I waited. I didn’t realize I was also holding my breath.
“Sure. I’m not loving the book I’m reading right now.”
We got everything put away and we took our normal spots. Me, in the recliner, her on the couch. It felt a little bit like walking on eggshells. As if I made any sudden movements she might bolt.
Then the show started and everything seemed to fall into place.
I had my life back.
I had my wife back.
I glanced over at her, but her attention was on the show. Her hair was loose tonight and a sensory memory of me running my fingers through it was intense.
Mine.
I looked back at the screen and tried not to think about it. Tried not to wonder what she would do if I sat on the couch with her. With her body tucked up against me so I could bend down and smell her hair whenever I wanted to.
Shit, I was staring at her. I forced myself to look at the TV, but if she asked me what I thought about what I was watching I would have no clue.
She didn’t ask. Just popped up when the second episode was over and said goodnight.
Yes, something was different. We weren’t who we were pre-kiss. We weren’t who we were pre-Carol. We weren’t who we were during-Carol (Thank you God!).
We were something else now. I wasn’t necessarily sure if that was a good thing or a bad thing, but the next day when I took a break to grab lunch I saw another disk had been added to the right scale.
Seven.
Progress, I thought. But progress towards what?
“Hey, I’m heading to Pete’s.”
I looked up from the article I was reading in Montana Weekly on popular bull sperm donors. Yes, sometimes I spent way too much time focusing on bull sperm.
“Okay.”
It was homecoming. I knew Chrissy, Lisa, and Karen were all home this weekend.
“It’ll be good, you seeing your girls.”
She beamed. “I know. I’m excited.”
“You know not to d
o something as stupid as what I did last week.”
“Uh, yeah.”
“You drink too much, call me and I’ll come pick you up.”
“I promise.”
I watched her leave and I tried not to stare too hard at her ass. She was wearing tight dark jeans and her cowboy boots. She’d curled her hair so it bounced around her shoulders.
Geezus, sometimes I forgot how freaking gorgeous she was.
She was going to be at a bar, looking like that. I didn’t want to think about it.
I went back to reading my article but the words ran together. I got up and decided I needed a shower. Something to do so I wasn’t thinking about her out with the girls while every guy at Pete’s ogled her.
Okay, not every guy. There would be some who had known Ellie her whole life who wouldn’t look at her that way. Like I had up until a year ago.
Fuck.
I turned the hot water on and I thought about maybe heading to Pete’s myself. I didn’t have to hang out with her. I could just be there. That way she would know if she wanted to let loose a little I would have her back. She wouldn’t have to be worried about calling me.

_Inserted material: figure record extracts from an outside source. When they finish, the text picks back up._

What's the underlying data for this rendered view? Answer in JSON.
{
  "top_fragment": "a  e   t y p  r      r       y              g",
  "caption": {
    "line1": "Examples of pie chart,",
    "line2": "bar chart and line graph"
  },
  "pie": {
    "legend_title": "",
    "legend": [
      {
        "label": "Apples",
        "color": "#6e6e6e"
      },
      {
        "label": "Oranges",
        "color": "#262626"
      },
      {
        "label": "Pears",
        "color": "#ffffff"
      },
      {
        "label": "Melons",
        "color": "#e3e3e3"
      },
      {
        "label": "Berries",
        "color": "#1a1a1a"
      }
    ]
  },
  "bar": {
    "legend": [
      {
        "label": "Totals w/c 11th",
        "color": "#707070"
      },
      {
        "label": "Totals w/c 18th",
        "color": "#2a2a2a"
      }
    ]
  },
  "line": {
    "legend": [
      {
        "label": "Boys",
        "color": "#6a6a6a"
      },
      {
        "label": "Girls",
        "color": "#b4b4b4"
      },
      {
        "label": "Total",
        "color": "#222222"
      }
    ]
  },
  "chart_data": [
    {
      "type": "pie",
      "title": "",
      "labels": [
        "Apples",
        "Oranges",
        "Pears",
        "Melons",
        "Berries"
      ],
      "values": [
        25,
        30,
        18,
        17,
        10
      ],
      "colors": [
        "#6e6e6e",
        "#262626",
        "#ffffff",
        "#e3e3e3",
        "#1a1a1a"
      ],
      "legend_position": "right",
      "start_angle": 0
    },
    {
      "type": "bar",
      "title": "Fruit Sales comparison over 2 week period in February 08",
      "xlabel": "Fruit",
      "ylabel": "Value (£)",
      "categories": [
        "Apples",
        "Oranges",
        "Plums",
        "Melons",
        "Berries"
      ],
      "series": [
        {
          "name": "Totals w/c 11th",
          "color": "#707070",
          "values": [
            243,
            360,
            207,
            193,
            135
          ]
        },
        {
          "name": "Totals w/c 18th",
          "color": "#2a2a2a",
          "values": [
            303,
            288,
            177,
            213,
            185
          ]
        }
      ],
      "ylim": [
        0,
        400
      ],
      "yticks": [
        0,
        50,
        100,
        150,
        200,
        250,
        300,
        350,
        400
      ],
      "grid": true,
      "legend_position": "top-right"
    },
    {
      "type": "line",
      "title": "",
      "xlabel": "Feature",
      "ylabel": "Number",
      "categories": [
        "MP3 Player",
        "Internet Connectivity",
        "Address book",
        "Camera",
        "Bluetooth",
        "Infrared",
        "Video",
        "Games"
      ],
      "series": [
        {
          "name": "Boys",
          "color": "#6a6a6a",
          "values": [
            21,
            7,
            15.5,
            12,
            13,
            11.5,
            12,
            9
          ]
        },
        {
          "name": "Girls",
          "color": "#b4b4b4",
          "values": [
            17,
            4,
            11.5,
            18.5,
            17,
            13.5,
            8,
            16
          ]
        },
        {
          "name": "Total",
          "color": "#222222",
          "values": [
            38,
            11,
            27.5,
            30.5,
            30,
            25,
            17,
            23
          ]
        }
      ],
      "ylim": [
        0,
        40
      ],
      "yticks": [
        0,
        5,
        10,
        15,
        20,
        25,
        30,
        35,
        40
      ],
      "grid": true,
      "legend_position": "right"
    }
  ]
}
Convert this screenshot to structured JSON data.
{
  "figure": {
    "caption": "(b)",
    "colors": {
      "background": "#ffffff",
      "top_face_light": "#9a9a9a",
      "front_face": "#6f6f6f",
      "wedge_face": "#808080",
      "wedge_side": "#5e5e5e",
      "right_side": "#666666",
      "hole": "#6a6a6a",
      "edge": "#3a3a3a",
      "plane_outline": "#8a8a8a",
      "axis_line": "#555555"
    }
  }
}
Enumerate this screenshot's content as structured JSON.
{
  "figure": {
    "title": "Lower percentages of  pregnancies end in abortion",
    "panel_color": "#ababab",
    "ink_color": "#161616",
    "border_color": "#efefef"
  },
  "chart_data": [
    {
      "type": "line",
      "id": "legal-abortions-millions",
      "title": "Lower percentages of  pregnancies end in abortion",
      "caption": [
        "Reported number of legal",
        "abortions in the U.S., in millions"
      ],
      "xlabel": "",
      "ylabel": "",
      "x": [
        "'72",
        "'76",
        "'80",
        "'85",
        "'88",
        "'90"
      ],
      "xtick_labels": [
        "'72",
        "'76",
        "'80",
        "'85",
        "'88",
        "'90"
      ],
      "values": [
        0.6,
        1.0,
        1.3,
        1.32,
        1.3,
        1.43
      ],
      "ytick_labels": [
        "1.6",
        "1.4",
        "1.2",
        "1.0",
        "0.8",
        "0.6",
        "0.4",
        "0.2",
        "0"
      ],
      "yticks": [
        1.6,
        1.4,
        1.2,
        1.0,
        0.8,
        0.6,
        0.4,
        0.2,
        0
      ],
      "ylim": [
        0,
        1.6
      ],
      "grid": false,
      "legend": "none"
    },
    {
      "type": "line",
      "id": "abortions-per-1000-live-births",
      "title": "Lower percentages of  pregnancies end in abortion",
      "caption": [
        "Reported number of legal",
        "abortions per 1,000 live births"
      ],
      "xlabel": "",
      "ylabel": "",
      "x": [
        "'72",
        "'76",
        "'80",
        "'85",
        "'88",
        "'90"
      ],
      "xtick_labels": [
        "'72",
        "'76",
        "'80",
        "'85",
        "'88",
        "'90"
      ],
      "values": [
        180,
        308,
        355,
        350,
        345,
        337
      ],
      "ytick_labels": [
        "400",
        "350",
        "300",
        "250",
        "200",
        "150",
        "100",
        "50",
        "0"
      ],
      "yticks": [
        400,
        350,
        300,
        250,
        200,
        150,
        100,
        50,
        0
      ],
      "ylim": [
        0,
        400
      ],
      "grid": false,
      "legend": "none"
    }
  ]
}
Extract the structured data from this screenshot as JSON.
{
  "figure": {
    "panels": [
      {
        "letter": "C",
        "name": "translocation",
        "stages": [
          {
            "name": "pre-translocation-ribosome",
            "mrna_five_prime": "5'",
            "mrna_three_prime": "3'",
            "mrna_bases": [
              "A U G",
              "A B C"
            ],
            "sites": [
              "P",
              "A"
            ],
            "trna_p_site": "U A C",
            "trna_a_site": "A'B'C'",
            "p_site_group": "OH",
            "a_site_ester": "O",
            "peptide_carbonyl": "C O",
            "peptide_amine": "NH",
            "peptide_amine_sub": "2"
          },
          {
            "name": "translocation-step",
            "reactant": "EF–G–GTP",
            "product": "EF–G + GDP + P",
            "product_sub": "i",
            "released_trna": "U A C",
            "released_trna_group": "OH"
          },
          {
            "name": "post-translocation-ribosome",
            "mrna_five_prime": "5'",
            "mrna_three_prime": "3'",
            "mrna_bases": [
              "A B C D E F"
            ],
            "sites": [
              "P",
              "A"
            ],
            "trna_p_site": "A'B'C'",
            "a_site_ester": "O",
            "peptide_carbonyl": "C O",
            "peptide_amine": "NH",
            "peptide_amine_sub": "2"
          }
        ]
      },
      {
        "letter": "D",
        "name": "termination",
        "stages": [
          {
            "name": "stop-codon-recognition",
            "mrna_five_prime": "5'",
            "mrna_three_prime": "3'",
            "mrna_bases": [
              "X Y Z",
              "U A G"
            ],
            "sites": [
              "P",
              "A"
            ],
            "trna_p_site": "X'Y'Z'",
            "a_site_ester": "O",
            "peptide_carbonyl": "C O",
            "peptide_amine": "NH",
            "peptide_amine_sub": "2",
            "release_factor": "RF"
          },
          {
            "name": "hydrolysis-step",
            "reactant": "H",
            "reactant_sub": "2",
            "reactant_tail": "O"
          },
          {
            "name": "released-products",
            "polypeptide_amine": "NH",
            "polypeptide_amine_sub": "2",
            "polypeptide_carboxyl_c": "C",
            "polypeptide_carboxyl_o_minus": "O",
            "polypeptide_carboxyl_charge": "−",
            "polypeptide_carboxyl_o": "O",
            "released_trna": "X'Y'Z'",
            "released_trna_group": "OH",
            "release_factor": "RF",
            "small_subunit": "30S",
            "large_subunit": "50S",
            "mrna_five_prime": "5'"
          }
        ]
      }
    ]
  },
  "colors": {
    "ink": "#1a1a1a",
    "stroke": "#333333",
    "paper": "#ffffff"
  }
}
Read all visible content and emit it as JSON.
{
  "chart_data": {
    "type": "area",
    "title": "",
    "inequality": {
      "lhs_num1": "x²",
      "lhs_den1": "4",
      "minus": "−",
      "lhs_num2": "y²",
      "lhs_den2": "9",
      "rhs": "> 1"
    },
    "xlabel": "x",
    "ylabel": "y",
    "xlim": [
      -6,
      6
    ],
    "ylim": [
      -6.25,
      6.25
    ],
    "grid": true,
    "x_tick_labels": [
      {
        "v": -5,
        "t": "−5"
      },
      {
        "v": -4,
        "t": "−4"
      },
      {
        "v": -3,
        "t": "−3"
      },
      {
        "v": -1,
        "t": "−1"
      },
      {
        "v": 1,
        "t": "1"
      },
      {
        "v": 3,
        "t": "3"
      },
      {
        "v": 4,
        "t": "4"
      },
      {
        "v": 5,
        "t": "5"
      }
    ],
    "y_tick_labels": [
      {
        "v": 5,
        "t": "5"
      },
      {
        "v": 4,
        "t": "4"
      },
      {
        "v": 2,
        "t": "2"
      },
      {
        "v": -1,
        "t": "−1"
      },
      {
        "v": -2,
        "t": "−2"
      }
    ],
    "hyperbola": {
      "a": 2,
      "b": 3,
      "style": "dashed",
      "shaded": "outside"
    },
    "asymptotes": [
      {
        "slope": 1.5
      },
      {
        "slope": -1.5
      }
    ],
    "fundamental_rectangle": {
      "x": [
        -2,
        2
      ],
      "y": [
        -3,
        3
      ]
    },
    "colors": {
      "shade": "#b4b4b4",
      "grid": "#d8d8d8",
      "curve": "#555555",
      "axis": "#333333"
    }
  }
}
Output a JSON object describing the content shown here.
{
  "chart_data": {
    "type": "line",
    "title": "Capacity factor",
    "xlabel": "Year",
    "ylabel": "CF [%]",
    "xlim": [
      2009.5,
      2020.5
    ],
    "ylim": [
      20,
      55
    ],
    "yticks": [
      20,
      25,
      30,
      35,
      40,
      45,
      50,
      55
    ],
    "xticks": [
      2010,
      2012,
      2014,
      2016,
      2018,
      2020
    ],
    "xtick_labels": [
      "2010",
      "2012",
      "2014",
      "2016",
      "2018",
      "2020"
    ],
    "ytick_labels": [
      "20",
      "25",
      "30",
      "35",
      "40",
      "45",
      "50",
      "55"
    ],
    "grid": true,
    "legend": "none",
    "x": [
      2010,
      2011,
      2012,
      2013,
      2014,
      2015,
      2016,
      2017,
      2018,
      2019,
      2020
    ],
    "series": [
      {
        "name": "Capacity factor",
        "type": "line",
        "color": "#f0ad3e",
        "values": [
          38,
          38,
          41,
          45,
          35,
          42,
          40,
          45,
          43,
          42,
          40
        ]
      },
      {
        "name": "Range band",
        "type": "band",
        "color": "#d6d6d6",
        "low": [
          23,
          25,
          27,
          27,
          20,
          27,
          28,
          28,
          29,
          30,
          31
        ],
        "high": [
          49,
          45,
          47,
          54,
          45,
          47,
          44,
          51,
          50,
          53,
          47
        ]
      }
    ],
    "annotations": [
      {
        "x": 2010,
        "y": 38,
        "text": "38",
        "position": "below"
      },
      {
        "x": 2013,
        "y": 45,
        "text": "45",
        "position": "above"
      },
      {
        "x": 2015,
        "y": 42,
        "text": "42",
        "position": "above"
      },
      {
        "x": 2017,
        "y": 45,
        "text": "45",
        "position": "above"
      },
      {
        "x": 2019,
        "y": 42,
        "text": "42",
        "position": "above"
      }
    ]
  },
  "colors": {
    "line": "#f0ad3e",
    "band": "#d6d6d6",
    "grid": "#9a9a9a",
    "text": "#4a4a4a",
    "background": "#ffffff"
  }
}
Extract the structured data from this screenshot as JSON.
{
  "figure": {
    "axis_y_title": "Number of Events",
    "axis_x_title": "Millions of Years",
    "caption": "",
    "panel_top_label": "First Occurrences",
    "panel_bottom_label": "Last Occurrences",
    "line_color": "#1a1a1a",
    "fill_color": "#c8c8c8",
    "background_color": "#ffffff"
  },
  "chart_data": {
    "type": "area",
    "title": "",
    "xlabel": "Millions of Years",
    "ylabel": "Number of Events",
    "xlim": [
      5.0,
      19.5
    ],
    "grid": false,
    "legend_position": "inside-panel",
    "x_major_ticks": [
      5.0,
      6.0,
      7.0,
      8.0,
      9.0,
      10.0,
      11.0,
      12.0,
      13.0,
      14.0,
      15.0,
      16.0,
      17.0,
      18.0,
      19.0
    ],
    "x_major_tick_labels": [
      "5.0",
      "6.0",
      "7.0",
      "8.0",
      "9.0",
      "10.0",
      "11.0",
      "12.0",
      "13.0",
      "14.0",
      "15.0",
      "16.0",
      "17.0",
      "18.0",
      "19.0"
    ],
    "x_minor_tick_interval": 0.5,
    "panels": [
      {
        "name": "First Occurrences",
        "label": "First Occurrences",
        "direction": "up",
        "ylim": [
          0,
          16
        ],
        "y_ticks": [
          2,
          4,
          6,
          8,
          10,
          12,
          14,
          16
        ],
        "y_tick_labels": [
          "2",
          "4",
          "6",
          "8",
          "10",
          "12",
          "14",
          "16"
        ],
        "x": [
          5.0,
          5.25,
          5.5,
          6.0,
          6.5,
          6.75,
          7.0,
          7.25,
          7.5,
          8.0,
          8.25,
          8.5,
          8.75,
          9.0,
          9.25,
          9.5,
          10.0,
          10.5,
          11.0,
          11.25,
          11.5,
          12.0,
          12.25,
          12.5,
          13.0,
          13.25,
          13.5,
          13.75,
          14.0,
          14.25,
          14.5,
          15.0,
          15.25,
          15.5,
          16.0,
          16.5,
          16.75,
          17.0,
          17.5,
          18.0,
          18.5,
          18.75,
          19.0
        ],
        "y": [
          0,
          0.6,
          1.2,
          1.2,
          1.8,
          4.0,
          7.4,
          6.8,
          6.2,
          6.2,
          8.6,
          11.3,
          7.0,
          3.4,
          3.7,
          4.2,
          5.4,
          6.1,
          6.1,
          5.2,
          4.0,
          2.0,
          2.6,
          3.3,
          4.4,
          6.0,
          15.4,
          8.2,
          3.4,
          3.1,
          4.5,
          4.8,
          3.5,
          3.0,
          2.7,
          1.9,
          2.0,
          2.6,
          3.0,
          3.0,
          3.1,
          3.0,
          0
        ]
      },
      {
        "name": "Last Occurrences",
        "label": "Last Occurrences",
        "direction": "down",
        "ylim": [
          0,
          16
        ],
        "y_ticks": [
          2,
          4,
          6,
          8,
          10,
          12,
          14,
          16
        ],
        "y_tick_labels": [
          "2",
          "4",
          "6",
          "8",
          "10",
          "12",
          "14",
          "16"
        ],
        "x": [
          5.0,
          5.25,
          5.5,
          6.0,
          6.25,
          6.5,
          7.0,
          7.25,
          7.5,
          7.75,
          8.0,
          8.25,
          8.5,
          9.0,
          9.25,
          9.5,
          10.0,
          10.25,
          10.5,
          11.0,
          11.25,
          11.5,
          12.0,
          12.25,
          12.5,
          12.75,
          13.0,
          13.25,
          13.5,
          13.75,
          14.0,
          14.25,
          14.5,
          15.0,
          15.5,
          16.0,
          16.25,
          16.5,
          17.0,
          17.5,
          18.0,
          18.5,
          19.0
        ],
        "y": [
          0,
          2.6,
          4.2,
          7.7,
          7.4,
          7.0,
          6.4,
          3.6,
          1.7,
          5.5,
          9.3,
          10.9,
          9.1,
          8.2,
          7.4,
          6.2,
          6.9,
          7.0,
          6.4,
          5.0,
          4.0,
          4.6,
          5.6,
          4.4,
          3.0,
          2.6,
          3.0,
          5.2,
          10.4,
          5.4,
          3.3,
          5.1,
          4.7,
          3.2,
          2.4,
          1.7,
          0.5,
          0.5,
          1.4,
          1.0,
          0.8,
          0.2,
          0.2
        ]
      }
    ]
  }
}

That was a solid plan. Done with the shower, I got out, dried myself off, splashed on some cologne. A birthday present from Ellie this summer. Did I consider the fact that I was picking out what I knew was her favorite shirt to wear?
No.
Okay yes, but I was in denial about it so it didn’t matter.
I jogged down the stairs and grabbed my good coat (another present from Ellie), not my working coat, off the hook.
As I got into my truck, I paused for a second.
Was this creepy? Was I going all stalker on her?
No, I thought. It was Friday night. I could head into town for a beer. And if I was there to give her a ride home, no big deal.
We were cool now. She had seven disks on the right side of the scale.
Except as I drove into town and pulled up to park on the street near Pete’s, the doubts came back. I didn’t want to hone in on her night. She hadn’t seen her friends since they went off to college. I didn’t want her to think I was shadowing her or something.
I should probably go home. I didn’t think she would like it if I was there. Just as I turned the engine on my phone rang. I reached for it thinking it might be her, thinking she might actually be calling me to join her.